Writing confidentially to Kissinger in July 1975, Green summarised in one sentence the essence of the policy dilemma he had encountered over the previous two years: “one of our biggest problems in Australia”, he mused, was “complacency. Paradoxically, the Indochina debacle, inflation, and unemployment have helped make Australians increasingly aware of their dependence on outside developments and of their reliance upon the United States.” The Whitlam government had “providentially matured in its views.” But this too spoke to a certain American misreading of Whitlam and his intentions. It showed that America’s encouragement of national self-reliance in Asia had its own limits. Whitlam never advocated the abrogation of the alliance, yet so many in Washington saw his policies as a dangerous flirtation with neutrality, if not flippant anti-Americanism.
What guidance, then, can Marshall Green offer in today’s flammable world of north-east Asian affairs?

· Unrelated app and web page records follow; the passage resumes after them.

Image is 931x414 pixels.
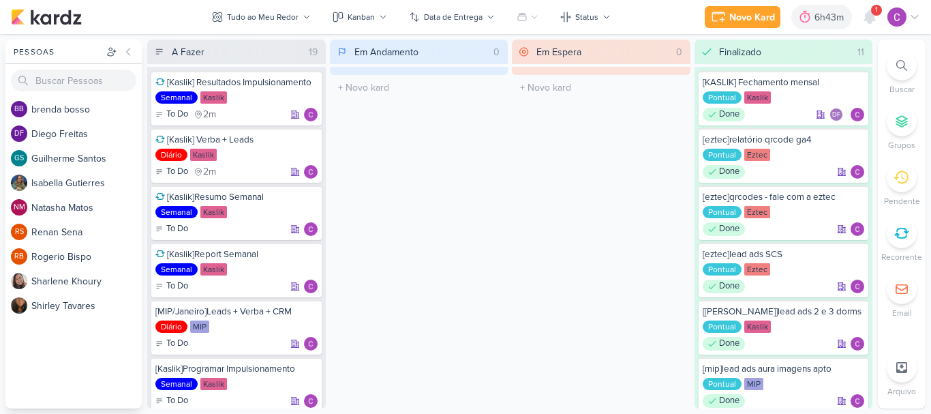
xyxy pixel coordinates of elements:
[11,150,27,166] div: Guilherme Santos
[304,279,318,293] div: Responsável: Carlos Lima
[31,127,142,141] div: D i e g o F r e i t a s
[194,108,216,121] div: último check-in há 2 meses
[304,337,318,350] div: Responsável: Carlos Lima
[850,279,864,293] img: Carlos Lima
[881,251,922,263] p: Recorrente
[719,279,739,293] p: Done
[200,206,227,218] div: Kaslik
[333,78,506,97] input: + Novo kard
[31,225,142,239] div: R e n a n S e n a
[11,9,82,25] img: kardz.app
[878,50,925,95] li: Ctrl + F
[354,45,418,59] div: Em Andamento
[304,108,318,121] img: Carlos Lima
[719,222,739,236] p: Done
[31,176,142,190] div: I s a b e l l a G u t i e r r e s
[11,70,136,91] input: Buscar Pessoas
[744,263,770,275] div: Eztec
[11,174,27,191] img: Isabella Gutierres
[14,130,24,138] p: DF
[11,248,27,264] div: Rogerio Bispo
[14,204,25,211] p: NM
[850,394,864,408] div: Responsável: Carlos Lima
[703,363,865,375] div: [mip]lead ads aura imagens apto
[304,394,318,408] div: Responsável: Carlos Lima
[200,91,227,104] div: Kaslik
[514,78,688,97] input: + Novo kard
[155,378,198,390] div: Semanal
[190,149,217,161] div: Kaslik
[850,337,864,350] div: Responsável: Carlos Lima
[705,6,780,28] button: Novo Kard
[166,279,188,293] p: To Do
[703,76,865,89] div: [KASLIK] Fechamento mensal
[719,165,739,179] p: Done
[200,378,227,390] div: Kaslik
[536,45,581,59] div: Em Espera
[155,279,188,293] div: To Do
[11,101,27,117] div: brenda bosso
[11,125,27,142] div: Diego Freitas
[850,222,864,236] div: Responsável: Carlos Lima
[155,363,318,375] div: [Kaslik]Programar Impulsionamento
[155,165,188,179] div: To Do
[729,10,775,25] div: Novo Kard
[703,320,741,333] div: Pontual
[814,10,848,25] div: 6h43m
[719,337,739,350] p: Done
[744,91,771,104] div: Kaslik
[703,206,741,218] div: Pontual
[304,222,318,236] div: Responsável: Carlos Lima
[304,394,318,408] img: Carlos Lima
[11,297,27,313] img: Shirley Tavares
[744,378,763,390] div: MIP
[166,337,188,350] p: To Do
[888,139,915,151] p: Grupos
[850,279,864,293] div: Responsável: Carlos Lima
[14,106,24,113] p: bb
[832,112,840,119] p: DF
[166,394,188,408] p: To Do
[850,165,864,179] img: Carlos Lima
[155,222,188,236] div: To Do
[11,273,27,289] img: Sharlene Khoury
[166,222,188,236] p: To Do
[850,337,864,350] img: Carlos Lima
[703,191,865,203] div: [eztec]qrcodes - fale com a eztec
[703,394,745,408] div: Done
[850,394,864,408] img: Carlos Lima
[719,108,739,121] p: Done
[884,195,920,207] p: Pendente
[304,165,318,179] div: Responsável: Carlos Lima
[155,337,188,350] div: To Do
[31,200,142,215] div: N a t a s h a M a t o s
[703,279,745,293] div: Done
[166,165,188,179] p: To Do
[703,248,865,260] div: [eztec]lead ads SCS
[829,108,846,121] div: Colaboradores: Diego Freitas
[304,222,318,236] img: Carlos Lima
[719,394,739,408] p: Done
[31,274,142,288] div: S h a r l e n e K h o u r y
[703,305,865,318] div: [kaslik]lead ads 2 e 3 dorms
[671,45,688,59] div: 0
[155,149,187,161] div: Diário
[155,320,187,333] div: Diário
[829,108,843,121] div: Diego Freitas
[11,224,27,240] div: Renan Sena
[703,149,741,161] div: Pontual
[155,248,318,260] div: [Kaslik]Report Semanal
[488,45,505,59] div: 0
[11,199,27,215] div: Natasha Matos
[31,151,142,166] div: G u i l h e r m e S a n t o s
[703,165,745,179] div: Done
[304,108,318,121] div: Responsável: Carlos Lima
[200,263,227,275] div: Kaslik
[190,320,209,333] div: MIP
[875,5,878,16] span: 1
[15,228,24,236] p: RS
[304,165,318,179] img: Carlos Lima
[850,108,864,121] img: Carlos Lima
[155,394,188,408] div: To Do
[31,249,142,264] div: R o g e r i o B i s p o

Former national security advisor Zbigniew Brzezinski noted recently that the media’s depiction of Obama’s rebalancing of American foreign policy towards Asia as a “pivot” (with the salient reminder that the President himself has never used the word) misses the point that it was “only meant to be a constructive reaffirmation of the unchanged reality that the US is both a Pacific and Atlantic power.” That might be so, but few would quibble that the challenges facing policymakers in Washington and Canberra arising from the rise of China present challenges of a different order to those the US has faced in the past. And the White House still faces an equally formidable set of regional flashpoints — not least with North Korean sabre rattling, persistent Sino-Japanese antagonism, and lingering India–Pakistan tensions. Moreover, the psychological and political effects of modernisation, and their resulting consequences for nationalism, are still very much at play across Asia.
Green saw both sides of this problem: that just as much as this new spirit of national self-confidence could be a force for cohesion, the divisive nationalism of Asian leaders like Mao, Rhee, and Sukarno could also be employed to brutally consolidate power at home while making enemies abroad.
At a critical time in American foreign relations, Marshall Green recognised that the best role the US could play in Asia was not that of roving policeman, but stabiliser. It is a role many regional allies look to Washington to play today, despite the message now, as then, that America needs first and foremost to tend to pressing domestic challenges. Of course, no one bureaucratic career, speech, or presidential doctrine from the past can point a sure way ahead: history has a habit of springing surprises. But the path can surely be illuminated by a surer grasp of the history of America’s regional embrace in the post-war era and those who crafted its course.